Up Next
Red Bull Formula 1 boss Christian Horner believes a new FIA technical directive to slow down pitstops is a result of rivals trying to slow his team down.
From the Hungarian Grand Prix, teams will need to comply with specific instructions that state the front jack release cannot begin until all wheel guns have signalled completion and there must be at least 0.2s between the jack release and the green light being shown to the driver.
The suggestion is that the quickest pitstops in F1, which are sub-2s, are not possible without an element of pre-emption and could be risking cars being released without properly attached wheels or mechanics involved in the process being put in danger.
Red Bull is F1’s benchmark team in performing pitstops.
It has the six quickest pitstops in the 2021 season so far and is leading the 2021 pitstop competition run by F1 partner DHL.
“The technical directive is certainly very wordy and you’d almost have to question whether it’s a change of regulation,” said Horner on Friday at the Styrian Grand Prix.
“But I suppose that we have been very competitive, we’ve got the world record on pitstops, we’ve had the majority of fastest stops and it’s not by accident.
“I find it a little disappointing… it’s the duty of the competitor to ensure that the car is safe and the penalty for a wheel not being fixed is you have to stop the car immediately, so it’s a brutal punishment if you haven’t got all four wheels securely and safely fastened.
“What the technical directive is trying to achieve, I’m not quite sure because I think there’s an awful lot of complexity to it.
“Of course, when you’re in a competitive situation, if you can’t be beaten, then obviously the most logical thing is for your competitors to try and slow you down and that’s obviously what’s happening here.”
Red Bull’s pitstop advantage over Mercedes is based upon having invested more in new tech pitstop equipment at a time when its cars were not as fast as those of its rival.
Mercedes has fallen behind Red Bull on pitstops and has had to accept there is a limit to how much its own performance in that area can be improved until next season.
Last June a technical directive was issued whereby the team’s hugely costly pitstop equipment would become homologated at the end of September until the end of 2021.
Mercedes team principal Toto Wolff said that there had been “some question marks on some things” internally and said it had sought clarification from the FIA on “a safety mechanism”.
He said it was submitted “three or four weeks ago” and “related to a system that we were using, and whether that could be optimised”.
“It was a technology question,” Wolff said. “Did that trigger anything else? Maybe, I don’t know.”
The latest TD comes after FIA intervention on a flexi-wing row – that Red Bull was also implicated in – and suggestions of potential tyre pressure manipulation.
“You can see there’s an awful lot of pointed activity in our direction at the moment,” Horner said when asked by The Race if he felt Red Bull had a target on its back.
“But that comes with the territory of being competitive.
“An awful lot of energy is going into trying to slow the car down, which is I guess what obviously happens in a competitive business.
“It’s something that we are used to, but I’m losing too much sleep about.”
McLaren, who use customer Mercedes engines, backed the new technical directive, with its team boss Zak Brown saying that the recent technical directive – including the new directive issued in the wake of the tyres failures at the Azerbaijan Grand Prix – were needed before “somebody got hurt”.
“Clarifying pitstops most recently and Pirelli talking about tyre pressures, these are all areas where some teams have been pushing the envelope and it required a clarification before somebody got hurt,” Brown told SkySportsF1.
“You don’t know exactly what everyone is doing but we all watch each other, so we definitely felt some people were not within the rules.”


_REQUIRED WORK:_ Please report the number of lines in the entries below that contain "axis", with nothing added.
*** Opening RECORDS FOR THIS TASK ***
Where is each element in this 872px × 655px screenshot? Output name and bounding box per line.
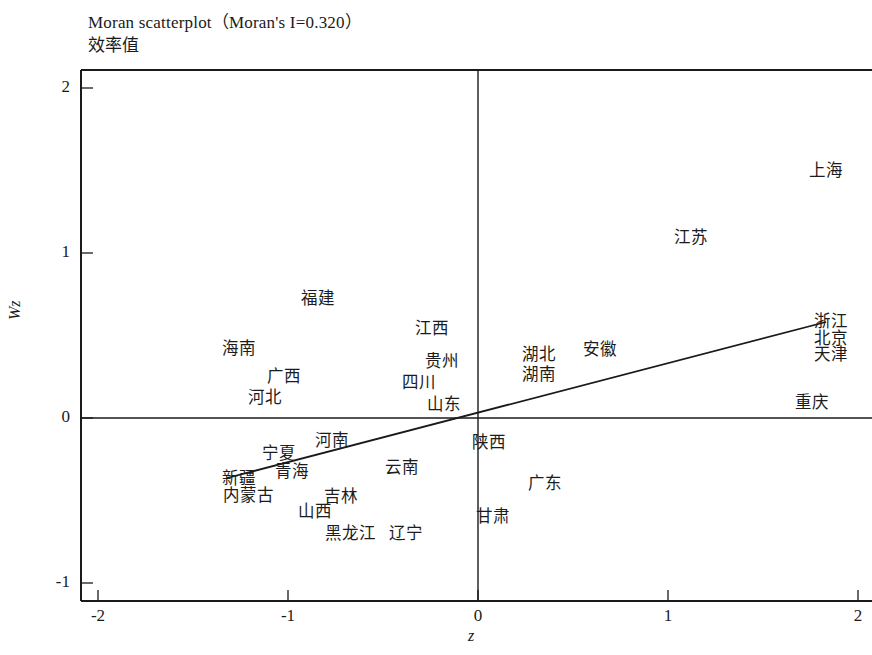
x-tick-label-1: 1	[648, 606, 688, 626]
data-point-label: 湖南	[522, 367, 556, 384]
data-point-label: 陕西	[472, 435, 506, 452]
data-point-label: 山东	[427, 397, 461, 414]
data-point-label: 河南	[315, 433, 349, 450]
data-point-label: 甘肃	[476, 509, 510, 526]
data-point-label: 安徽	[583, 342, 617, 359]
x-tick-label-2: 2	[838, 606, 872, 626]
y-axis-label: Wz	[6, 300, 24, 320]
x-axis-ticks	[98, 590, 858, 601]
data-point-label: 四川	[402, 375, 436, 392]
data-point-label: 湖北	[522, 347, 556, 364]
y-tick-label-2: 2	[30, 77, 70, 97]
x-tick-label--1: -1	[268, 606, 308, 626]
data-point-label: 广东	[528, 476, 562, 493]
x-axis-label: z	[468, 627, 474, 645]
chart-title: Moran scatterplot（Moran's I=0.320）	[88, 8, 362, 33]
x-tick-label--2: -2	[78, 606, 118, 626]
y-tick-label-1: 1	[30, 242, 70, 262]
data-point-label: 江西	[415, 321, 449, 338]
data-point-label: 辽宁	[389, 525, 423, 542]
y-tick-label--1: -1	[30, 572, 70, 592]
data-point-label: 福建	[301, 291, 335, 308]
data-point-label: 上海	[809, 162, 843, 179]
y-axis-ticks	[81, 88, 93, 583]
data-point-label: 贵州	[425, 354, 459, 371]
data-point-label: 河北	[248, 390, 282, 407]
data-point-label: 海南	[222, 340, 256, 357]
data-point-label: 宁夏	[262, 446, 296, 463]
data-point-label: 广西	[267, 369, 301, 386]
data-point-label: 山西	[298, 504, 332, 521]
data-point-label: 重庆	[795, 395, 829, 412]
data-point-label: 天津	[814, 347, 848, 364]
data-point-label: 云南	[385, 459, 419, 476]
data-point-label: 黑龙江	[325, 525, 376, 542]
data-point-label: 内蒙古	[223, 487, 274, 504]
moran-scatterplot-figure: Moran scatterplot（Moran's I=0.320） 效率值 W…	[0, 0, 872, 655]
chart-subtitle: 效率值	[88, 31, 139, 56]
data-point-label: 江苏	[674, 230, 708, 247]
x-tick-label-0: 0	[458, 606, 498, 626]
y-tick-label-0: 0	[30, 407, 70, 427]
data-point-label: 青海	[275, 464, 309, 481]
*** Closing RECORDS FOR THIS TASK ***
_RESULT OF THE EXERCISE:_ 4